I think quality is the most important thing. Who gives two ****s if anyone makes new IP or does anything innovative if the results aren't so hot? Whenever I say that I would like Nintendo, or any videogame company, to do something there is the assumption that I end the request with "... and make it good." Otherwise it's all technicalities.
The problem here is we're just relying on your opinion on what's good or not, and considering some of these newer IPs are critical or financial successes, or both, then your individual idea of what "counts" is moot. Nintendo making that big list of new IPs isn't a "technicality," they're new IPs, just like you asked for.
It's like your boss giving you a 1 cent raise and saying "well you asked for a raise so there you go."
In this instance it's more like your boss giving you a $10 an hour raise, and you still continually demand a raise while refusing to cash your check.
So I look at EAD, IS, Retro or Sakamoto's team and their core game projects and it's all sequels it's like "come on, guys". This is just kind of stale.
Your opinion here is nice and all, but since these games routinely outsell and even outscore other new IPs, even on competing consoles, it's really immaterial. You are basically asking them to throw Mario, Zelda, Metroid, and Donkey Kong under a bus and just make new stuff. And while that's admirable in an artistic sense, it's terrible in terms of keeping your hardcore fans happy, and considering the sales of Mario and Zelda and such, that's a pretty big risk to take in the hopes they'll buy something completely unrelated. If you're getting tired of Mario and Zelda, fine. Either try some of Nintendo's newer IP (which you clearly haven't done since you use such blanket statements about them all), or sell your Wii and look elsewhere. But don't constantly whine about new IP and then ignore it when they provide it. You don't even give them credit for trying, so you'll never be pleased.
But it's not like you'll see Nintendo give the big Christmas "slot" to some completely brand new IP and push it like they would push a Mario title.
So now it's "new IPs that personally appeal to me and have gigantic marketing campaigns during Christman." I think we're straying from the original intent of the complaint to get Nintendo to make new IPs in an artistic context and going into some kind of pointless chatter about marketing and other stuff that really shouldn't matter in the context. Why should it matter if it's got a giant marketing campaign or not? Are you saying you'll refuse to even acknowledge Nintendo's new IP until they blow $20 million on a marketing campaign directed specifically at you and your general male interest websites and TV channels? What kind of gamer are you, seriously?
Side note: I suppose we can add Sin and Punishment to the list of new Nintendo IPs. The first was an import title from 10 years ago, and it's more or less a new title (newer than some of the series being thrown around as exemplars of "new IP"), and it's in the core area, and got some pretty heavy marketing. But it probably won't be counted either, because it's merely a "new IP with core market appeal with big marketing" and not a "new IP with core market appeal with big marketing during the Q3 holiday period."
Remember when Halo or Gears of War were brand new?
For those playing at home, I'll let you have a guess as to why Halo got such a big marketing push in 2001. Besides, these are boring stale franchises now, right? Why compare one big franchise, heavily marketed as the big Christmas title whenevr it rolls around to another just because it's "newer?"
It's because it was the first console game Microsoft published for the Xbox. Of course it was going to have big marketing, no matter what it was. And it was going to be an new IP too.Metroid: Other M is going to be one of the Wii's big releases this year. Now is that only because it is a familiar franchise? Would it be one of the major releases if it was the same thing but with a new IP?
I think a big problem with this assessment is that firstly you are basing this complaint track off the sadly misguided notion that Other M was not a Metroid game at inception. That it was some kind of game about an armored space warrior going through a space station shooting aliens and then Nintendo's IP Synergy StrikeForce rappelled into the dev offices and forced the programmers at gunpoint to shoehorn in a completely unrelated IP like Metroid.
Secondly, is that you think Nintendo having a new IP that's nothing but a cheap knock off of one of their own existing series would be a "good thing." That's incredibly creatively bankrupt when you're just renaming characters in the same games.
I'll close with an example of when an arbitrarily new IP decision would have cost gamers the #1 fighting game series of all time (as far as sales anyway.) HAL was working on a fighting game called Dragon King. It was an interesting mechanic for a fighter that, instead of wearing your opponent's life bar down (though later sequels would include such modes), you merely throw them off the screen or stage. However, the prospects for this fighting game were pretty bleak considering the original characters were somewhat generic, stock characters. Despite the intriguing and innovative gameplay, the game really had no market pull and no amount of marketing could sell the concept with a generic IP. They then decided to use Nintendo's current stable of characters in a unique setting (a fighting game) as a replacement for these generic characters and Smash bros. was the result. The game sold gangbusters and has been ruling the fighting game genre ever since.
If Nintendo tried to do it with a new IP, it would have assuredly perished quickly and nobody would have ever remembered it, particularly not the "new IP" crowd.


--- WHAT YOU NEED TO DO ---
Go through the records below and set each one down exactly, leaving out any pictures.

--- WORKING DATA ---
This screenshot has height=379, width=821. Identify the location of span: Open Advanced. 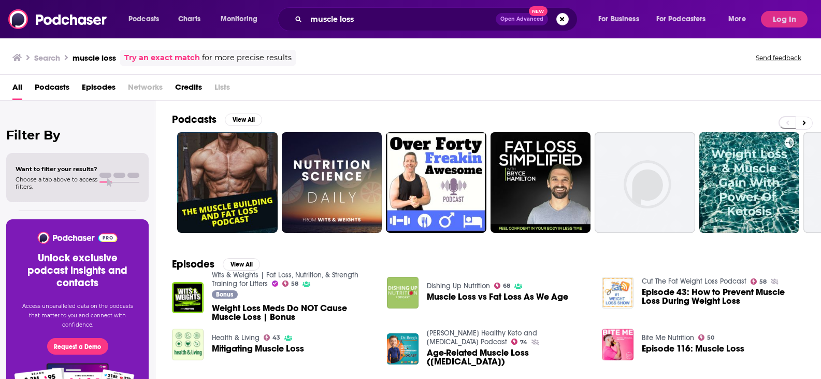
(522, 19).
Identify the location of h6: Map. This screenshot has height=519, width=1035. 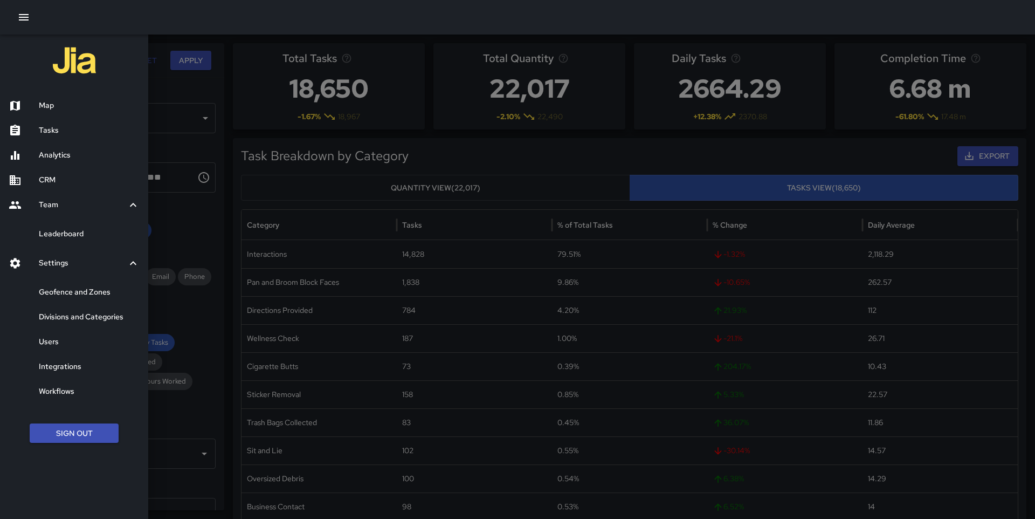
(89, 106).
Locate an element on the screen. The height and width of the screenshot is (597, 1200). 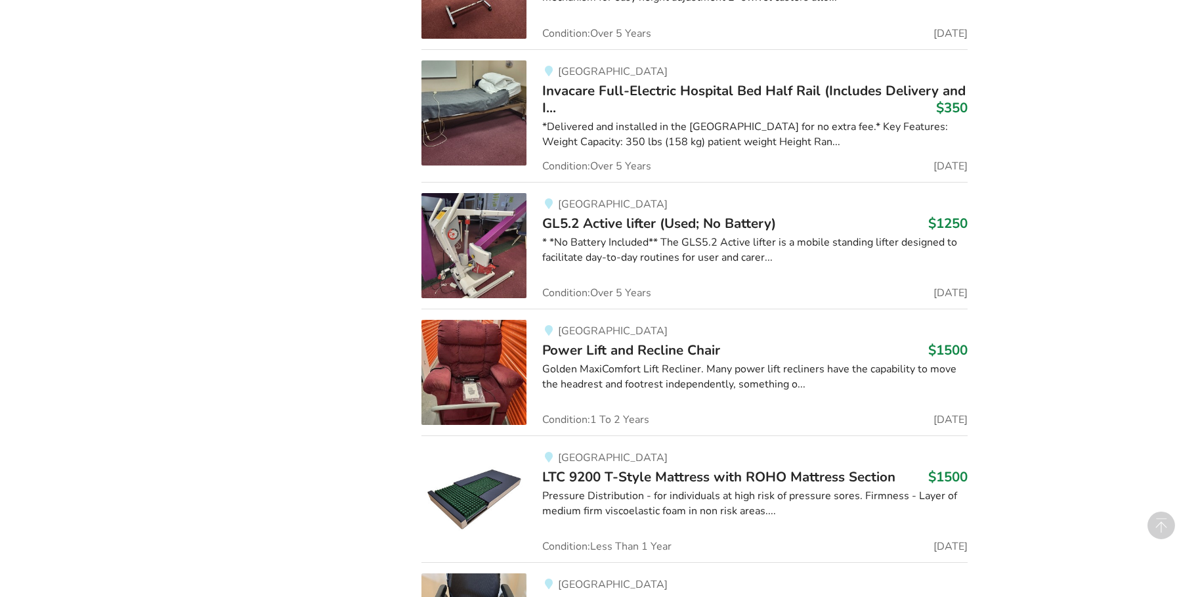
img: transfer aids-gl5.2 active lifter (used; no battery) is located at coordinates (474, 246).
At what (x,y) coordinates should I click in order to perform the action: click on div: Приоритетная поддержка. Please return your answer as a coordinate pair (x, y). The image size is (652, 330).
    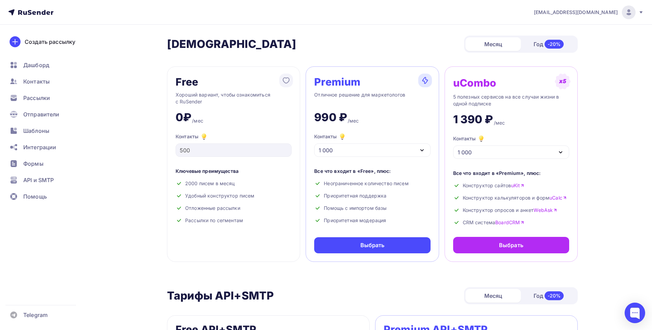
    Looking at the image, I should click on (372, 196).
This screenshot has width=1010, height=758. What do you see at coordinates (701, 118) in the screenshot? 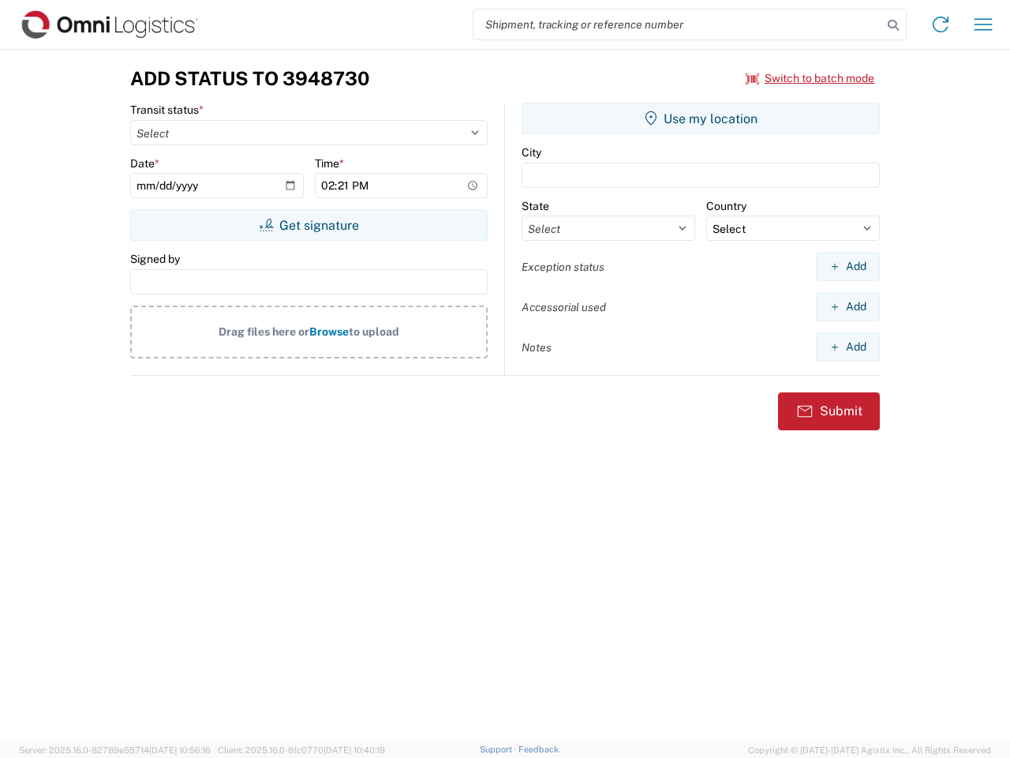
I see `button: Use my location` at bounding box center [701, 118].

--- ANSWER TO THIS PROBLEM ---
This screenshot has height=379, width=821. Identify the location of span: Open Advanced. 
(522, 19).
Identify the location of h6: Map. This screenshot has height=519, width=1035. 
(89, 106).
Locate an element on the screen. The height and width of the screenshot is (597, 1200). 
img: transfer aids-gl5.2 active lifter (used; no battery) is located at coordinates (474, 246).
At what (x,y) coordinates should I click in order to perform the action: click on div: Приоритетная поддержка. Please return your answer as a coordinate pair (x, y). The image size is (652, 330).
    Looking at the image, I should click on (372, 196).
This screenshot has width=1010, height=758. What do you see at coordinates (701, 118) in the screenshot? 
I see `button: Use my location` at bounding box center [701, 118].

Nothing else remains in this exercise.